Tag Archives: storage

The Fragile Free Cloud

Here’s a timely reminder, if one were needed, that you should never assume anything you store online is going to be there for very long, unless it’s on a system (a) that you are paying for and ideally (b) that you run or manage.

Flickr has announced that it’s going to start removing photos from its free accounts: everyone can still have 1,000 images, but that’s much less storage than they offered for free in the past. If you have more than that, they’ll start deleting the older ones first. I starting uploading things to Flickr about 13 or 14 years ago, so 90% of my 10,000 Flickr images will vanish over the next few months.

Most of the Snapchat/Instagram generation are probably not interested in anything that happened more than 1000 images ago! But people who have used Flickr for archiving the first pictures of their children or grandchildren may be in for a surprise. The name ‘Flickr’ might have a certain irony to it…

Now, this is a perfectly reasonable thing for the company to do, and there are several ways you can deal with it: you can start paying for your account, you can download your images if you don’t have local copies, or you can migrate them over to Smugmug (who now own Flickr). But only the first of those options will keep your photos nicely arranged in their albums, and, more importantly, will preserve your image URLs, so I imagine there will be a very large number of pages around the world with Flickr-shaped holes in them where an image used to be. Whichever option you choose, do it before the end of the year.

Now, I’ve been a fan of Flickr for a long time, and paid for an account for about a decade — it’s a good service and reasonably priced — but I switched to Smugmug a few years back because it was a better fit for my occasional bits of professional work. I don’t mind paying for one photo storage service, but I’d rather not pay for two, especially from the same company! So my photo archive has been copied to SmugMug, and I’ll probably need to write a bit of code to go through my blog and fix Flickr URLs. The album arrangements, though, will vanish if I take this approach.

Anyway, the moral of the story is this: You need to look after your own data. Don’t assume that anyone else will do it for you, on a long-term basis, and especially if you’re not paying for the service! In particular, don’t assume that any URL is going to continue to work in the future unless it’s on a domain that you control and manage.

And lastly…

Remember that this will almost certainly also happen at some point to the pages you have on Facebook, the images you have on Instagram and the videos you have on YouTube. Don’t assume that a service will continue indefinitely because the company is large or because it has a model based on advertising revenue. I had stuff on Google Video too…

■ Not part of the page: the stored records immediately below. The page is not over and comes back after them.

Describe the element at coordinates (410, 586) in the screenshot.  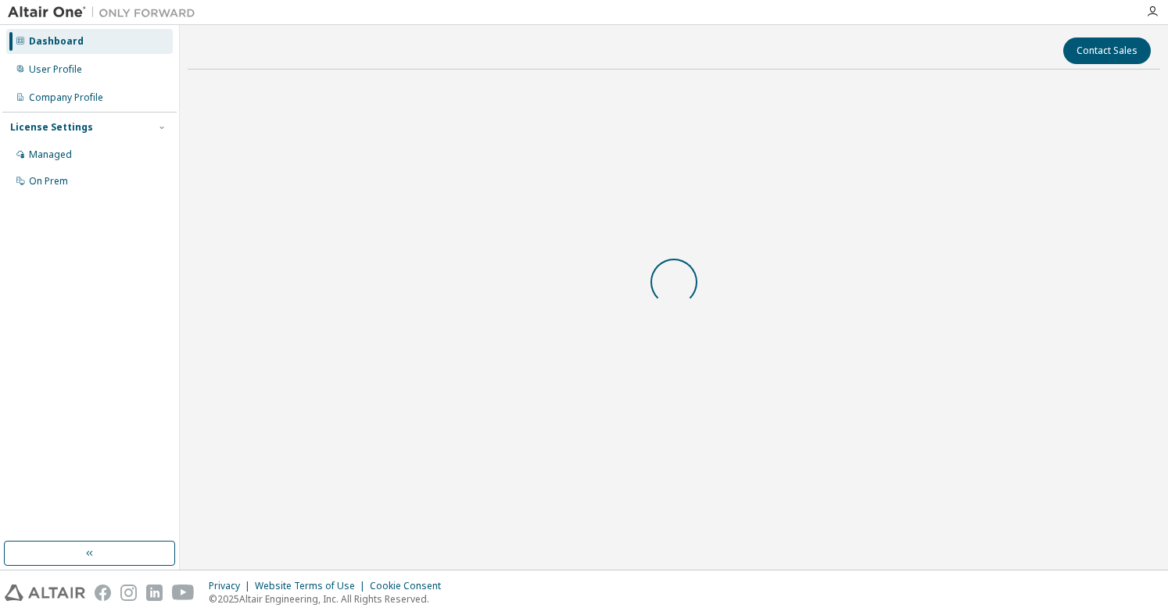
I see `div: Cookie Consent` at that location.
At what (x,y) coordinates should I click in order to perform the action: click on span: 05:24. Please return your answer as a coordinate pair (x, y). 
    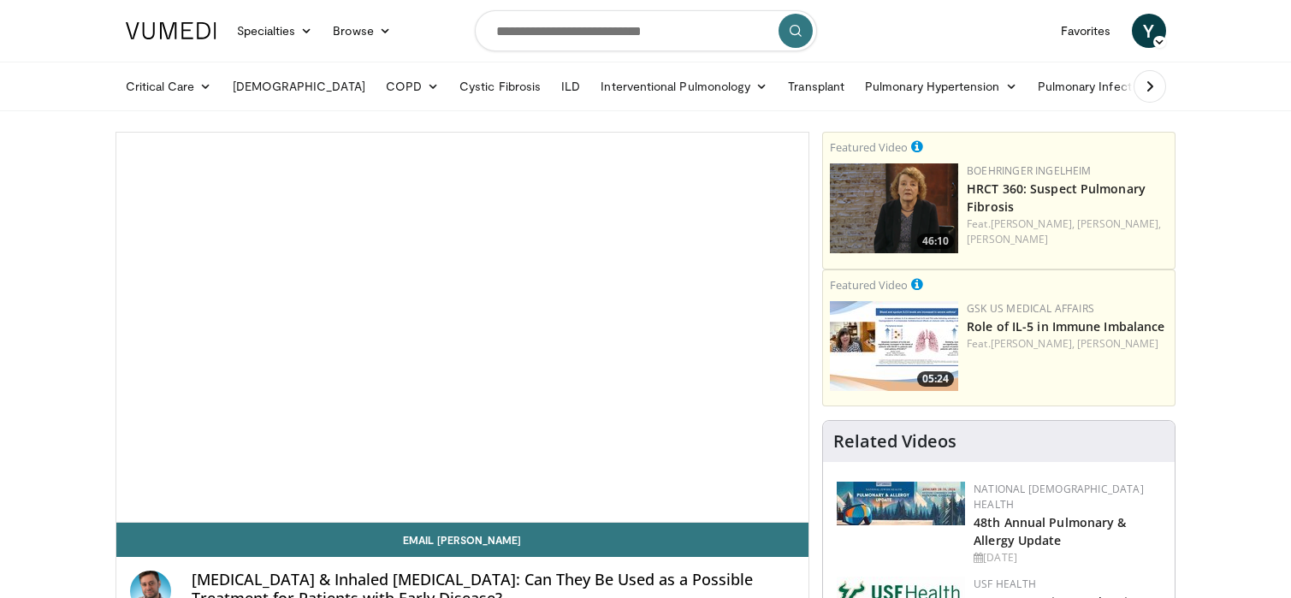
    Looking at the image, I should click on (935, 379).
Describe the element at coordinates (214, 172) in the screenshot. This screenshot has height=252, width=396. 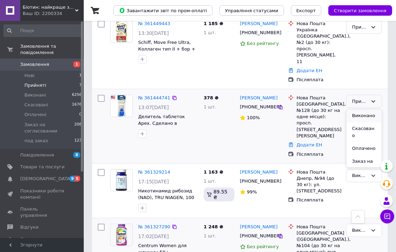
I see `span: 1 163 ₴` at that location.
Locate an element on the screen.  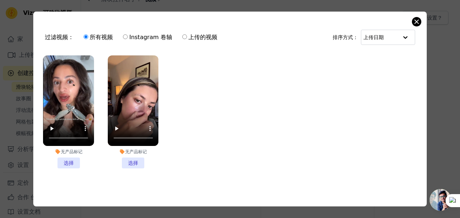
button: 关闭模态 is located at coordinates (417, 22).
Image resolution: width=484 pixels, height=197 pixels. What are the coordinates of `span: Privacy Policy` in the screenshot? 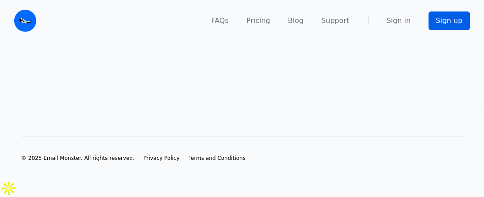 It's located at (162, 158).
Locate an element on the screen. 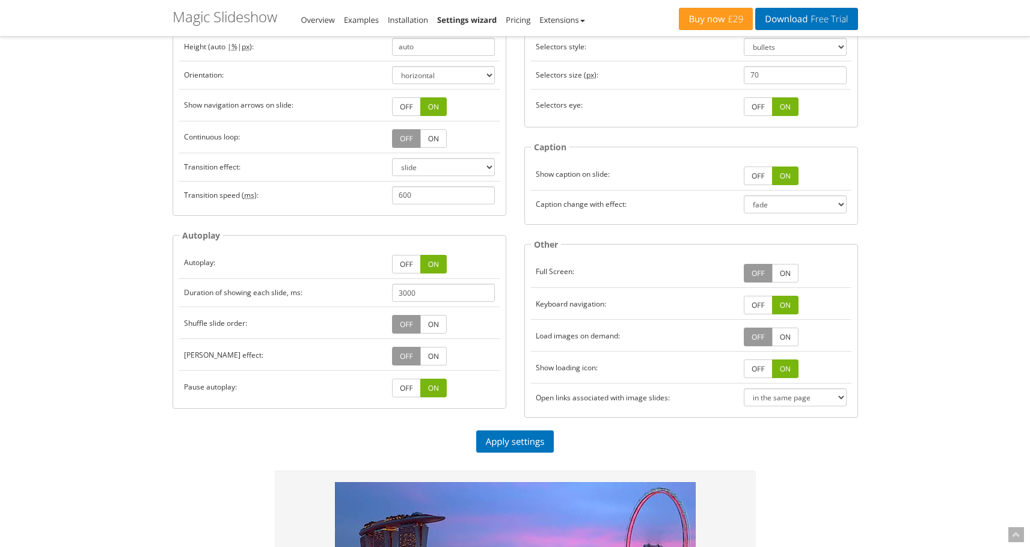 The height and width of the screenshot is (547, 1030). td: Open links associated with image slides: is located at coordinates (635, 397).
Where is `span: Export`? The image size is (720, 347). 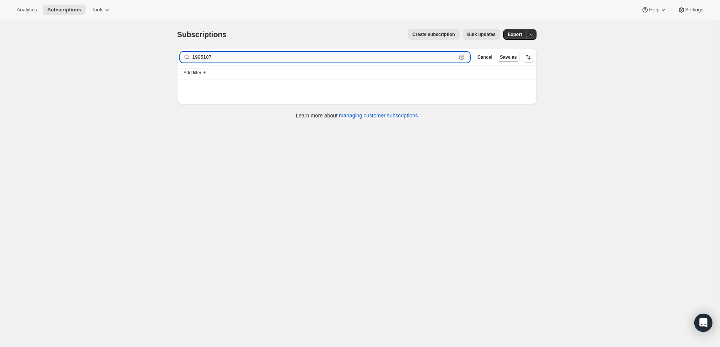 span: Export is located at coordinates (515, 34).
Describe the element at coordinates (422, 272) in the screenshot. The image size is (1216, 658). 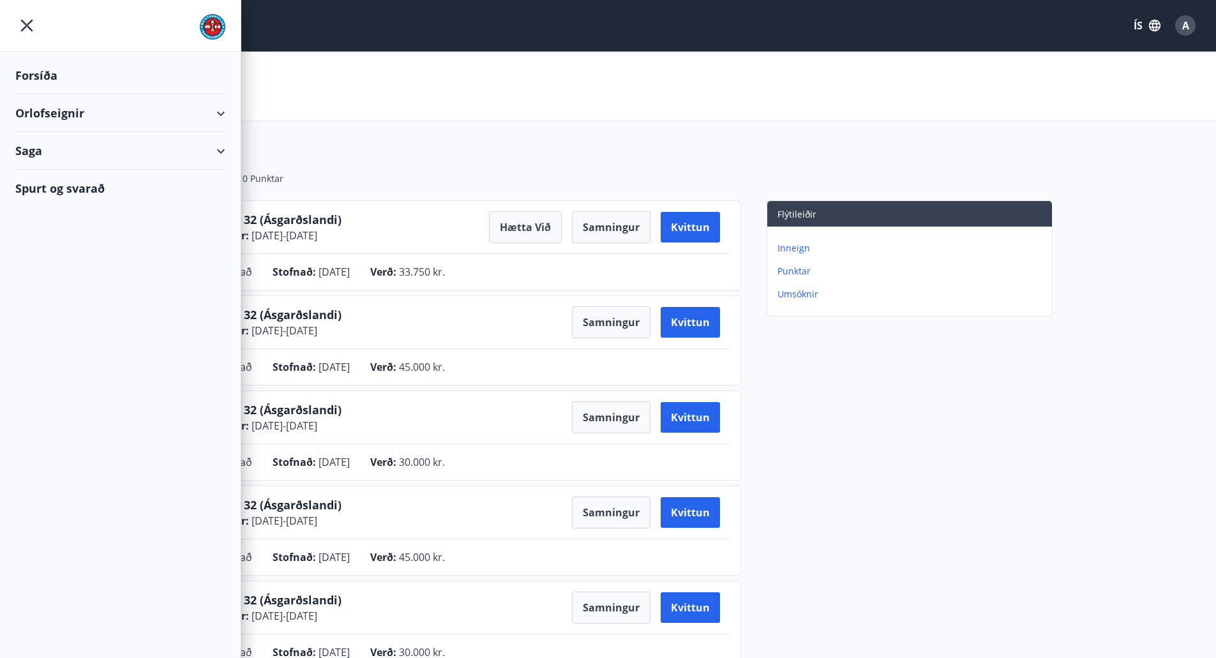
I see `span: 33.750 kr.` at that location.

Update: Thanks to John for pointing me at Thomas Hawk’s post explaining that Flickr’s action is a good thing; yes, I agree overall!

Drive to live?

hddOne of the very valuable things to come out of large data centres is large-scale reliability statistics. I’ve written before about my suspicions that my Seagate drives weren’t as reliable as they might be, but I had insufficient data for this to be anything other than anecdotal.

And then a couple of weeks ago, I pulled a couple of old 2.5″ drives off a shelf — Western Digital ones, I think — intending to reuse them for backups. They both span up, but neither would work beyond that.

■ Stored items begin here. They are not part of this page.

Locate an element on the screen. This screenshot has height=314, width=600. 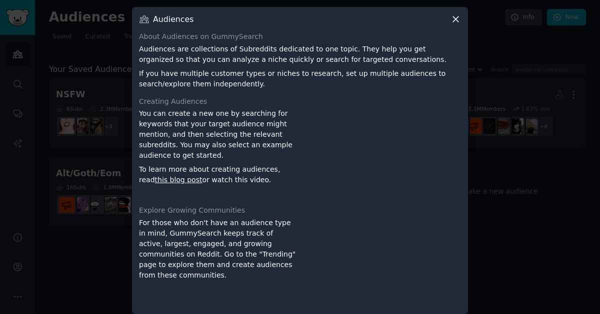
p: If you have multiple customer types or niches to research, set up multiple audiences to search/ex... is located at coordinates (300, 79).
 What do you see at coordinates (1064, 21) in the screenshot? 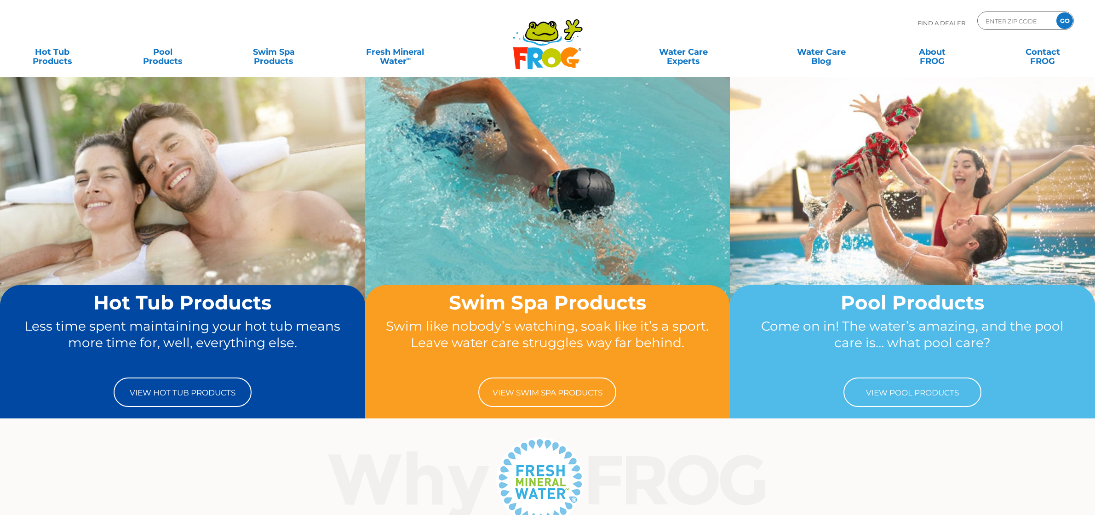
I see `input: GO` at bounding box center [1064, 21].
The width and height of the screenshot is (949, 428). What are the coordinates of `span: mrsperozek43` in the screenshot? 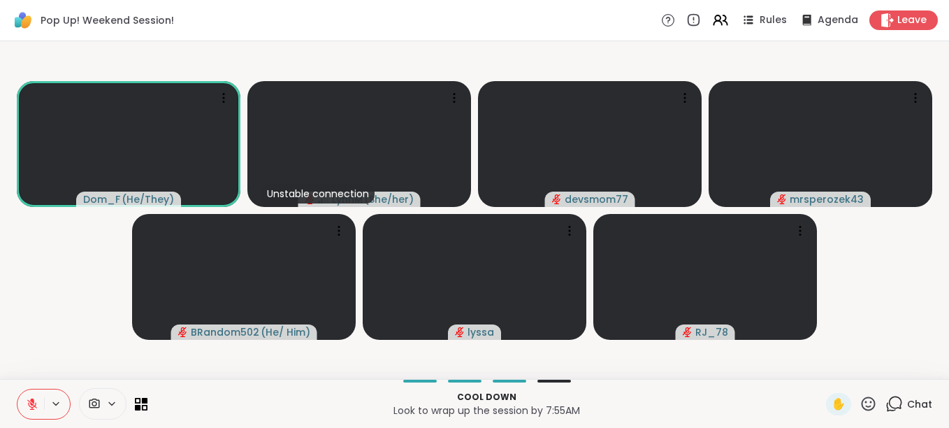 It's located at (827, 199).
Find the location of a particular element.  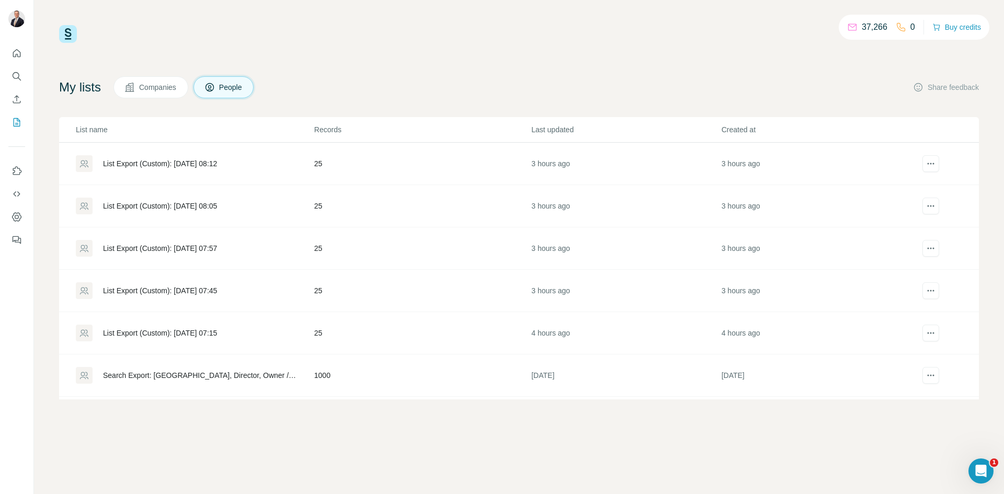

button: Feedback is located at coordinates (17, 240).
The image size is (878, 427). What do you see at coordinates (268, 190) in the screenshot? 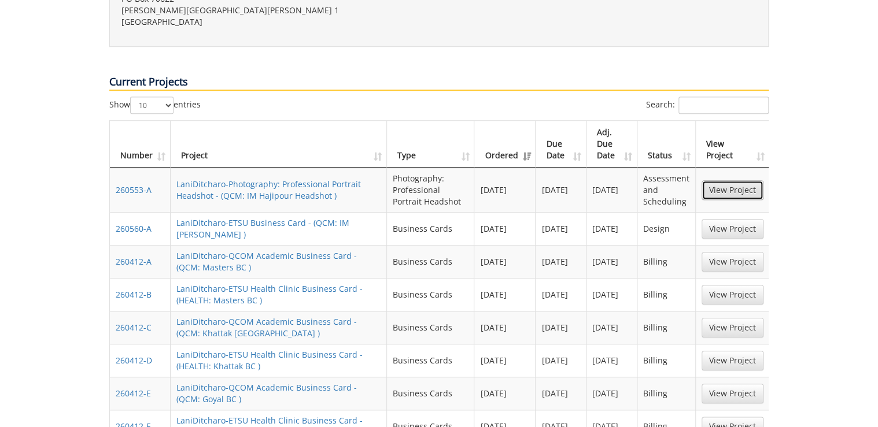
I see `a: LaniDitcharo-Photography: Professional Portrait Headshot - (QCM: IM Hajipour Headshot )` at bounding box center [268, 190].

So I was very interested by this Backblaze blog post which discusses their experience with a few thousand more drives than I have at my disposal. They use consumer-grade drives, and are very price-sensitive.

A quick summary:

blog-survival-drives-by-month

Some quotes:

Hitachi does really well. There is an initial die-off of Western Digital drives, and then they are nice and stable. The Seagate drives start strong, but die off at a consistently higher rate, with a burst of deaths near the 20-month mark.

Having said that, you’ll notice that even after 3 years, by far most of the drives are still operating.

Yes, but notice, too, that if you have four computers with Seagate drives, you should not expect the data on one of them to be there in three years’ time. And, quite possibly, not there by the Christmas after next.

The drives that just don’t work in our environment are Western Digital Green 3TB drives and Seagate LP (low power) 2TB drives. Both of these drives start accumulating errors as soon as they are put into production. We think this is related to vibration.

and

The good pricing on Seagate drives along with the consistent, but not great, performance is why we have a lot of them.

If the price were right, we would be buying nothing but Hitachi drives. They have been rock solid, and have had a remarkably low failure rate.

and

We are focusing on 4TB drives for new pods. For these, our current favorite is the Seagate Desktop HDD.15 (ST4000DM000). We’ll have to keep an eye on them, though.

Excellent stuff, and worth reading in more detail, especially if longevity is important to you. It’s tempting to fill old drives with data and put them on the shelf as archival backups, but this would suggest that you should only use new drives for that!

Oh, and if you’re wondering about which SSDs to buy, this report suggests that Intel ones are pretty good.

Update: Thanks to Dominic Plunkett for the Backblaze link, and for Rip Sohan for a link in the comments to the TweakTown article that attempts (with some, but not a great deal, of success) to debunk some of this. The previous article I mentioned above links to an older Google study which didn’t distinguish between manufacturers and models, but did say that there was a correlation between them and the failure rates. It also catalogued failure rates not too dissimilar to the Backblaze ones after 3 or so years, so the general implication for home archiving remains!